I was somehow both painfully aware of and removed from the horrible, painful emptiness inside of me. The Claw spat out the blood in her mouth. "Ask away. There's nothing you can do, nothing you can do with your strength and your smarts because you can't hurt me., Mujōna." She sneered, pain and triumph in her eyes. "You can't hurt me."

I ignored her, ignored the truth in her words. I would never be able to hurt her, hurt the Rising Phoenix, as they had hurt me. But, all the same, I held the front of her armor, slamming her into the ground.

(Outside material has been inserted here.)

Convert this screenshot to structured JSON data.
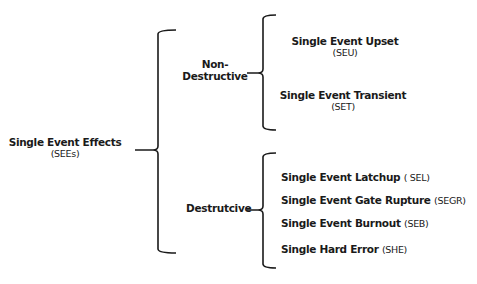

"It grows and blossoms," I choked out, pulling her up only to slam her into the ground once again. My hands remained clenched around the straps of her body armor, pressing her into the ground. "It dies and wilts." The Claw was making pained little gasps, the pressure I was putting on her pushing the rib further into her lung. I pressed harder. "It happens in the beginning ." My voice broke, and emphasized each line by ramming her into the ground. "And happens in the end. It can make you cry, it can make you sad, it can make you smile, and can make you brave," The Claw was nearly dead; I'd seen enough people die in front of me to know when they were on the cusp between life and death. But she had enough strength in her, she needed to have enough strength to answer my question.

"What is it?"

My eyes were empty, empty of emotions and empty of mercy and empty of tears. The Claw's breath barely dribbled through her crushed throat. "I... don't know," She gurgled past the blood, and then her eyes glazed over, staring at something I couldn't see, still pinned open in death. I pulled her up and dropped her once again, no strength in the movement as her limp body hit the ground.

"It's love, you fucker," I whispered. "It's love."